>>3771423Pretty much never. It's always been gradual. You can look back and see a huge improvement though. Then after a few years, it seems like that doesn't change quite as much unless you REALLY try. You basically know the difference between what you can do now, and what you could do better, is just taking more time and effort and that of course, is unappealing to the brain.
I mean, if you want the most horrible truth imaginable, this is the truth about art: A beginner can do the same work as a pro, or pretty darn close, they just need to spend way more time to do it.
So for example if you're an absolute beginner and you spend 300 hours on a painting, you can make a painting that a pro could make in 20 hours. It may be a little lackluster, but it would not be noticeable immediately to anyone who is not an artist. I'm not even sure it would be noticeable at all to many people who weren't artists.
Also, once you've been doing art for a long time, or if you just have the right kind of mind to understand this, there are cheats to art.
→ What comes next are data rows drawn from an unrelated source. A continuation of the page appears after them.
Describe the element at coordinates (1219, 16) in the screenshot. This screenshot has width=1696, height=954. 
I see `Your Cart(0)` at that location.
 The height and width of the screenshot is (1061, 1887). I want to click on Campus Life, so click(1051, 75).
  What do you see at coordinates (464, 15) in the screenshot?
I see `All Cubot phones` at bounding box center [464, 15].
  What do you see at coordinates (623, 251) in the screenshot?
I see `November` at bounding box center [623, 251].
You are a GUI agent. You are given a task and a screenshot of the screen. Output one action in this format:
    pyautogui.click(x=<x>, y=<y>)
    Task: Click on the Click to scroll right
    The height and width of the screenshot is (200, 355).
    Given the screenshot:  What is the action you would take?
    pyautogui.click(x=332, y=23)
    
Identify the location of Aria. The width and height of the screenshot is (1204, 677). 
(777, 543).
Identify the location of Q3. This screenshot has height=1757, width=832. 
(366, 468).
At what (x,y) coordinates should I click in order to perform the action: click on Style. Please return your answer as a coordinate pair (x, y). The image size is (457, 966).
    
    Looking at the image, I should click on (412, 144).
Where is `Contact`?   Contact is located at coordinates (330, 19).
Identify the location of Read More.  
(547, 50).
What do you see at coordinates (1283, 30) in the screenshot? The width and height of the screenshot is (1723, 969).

Basically if something looks good, there is nothing else that actually matters. Not perspective. Not anatomy. Nothing. So 'improvement' could be learning the RIGHT things first.
Design covers all sins. If you have things the brain loves in your art, like good silhouettes, you can have gradeschool tier stuff in the picture, and as long as it's well composed, everyone will love it. Artists and non-artists alike. The brain loves filling in blanks. It read things based on patterns. You can leave out MOST art fundamentals, but if you nail design/appeal you win.
If you grind only one fundamental, perspective is the one to grind. It has natural appeal. If you've never practiced it before, you will see some of the biggest gains in your skill most likely.
But yah, my advice is design, design, design.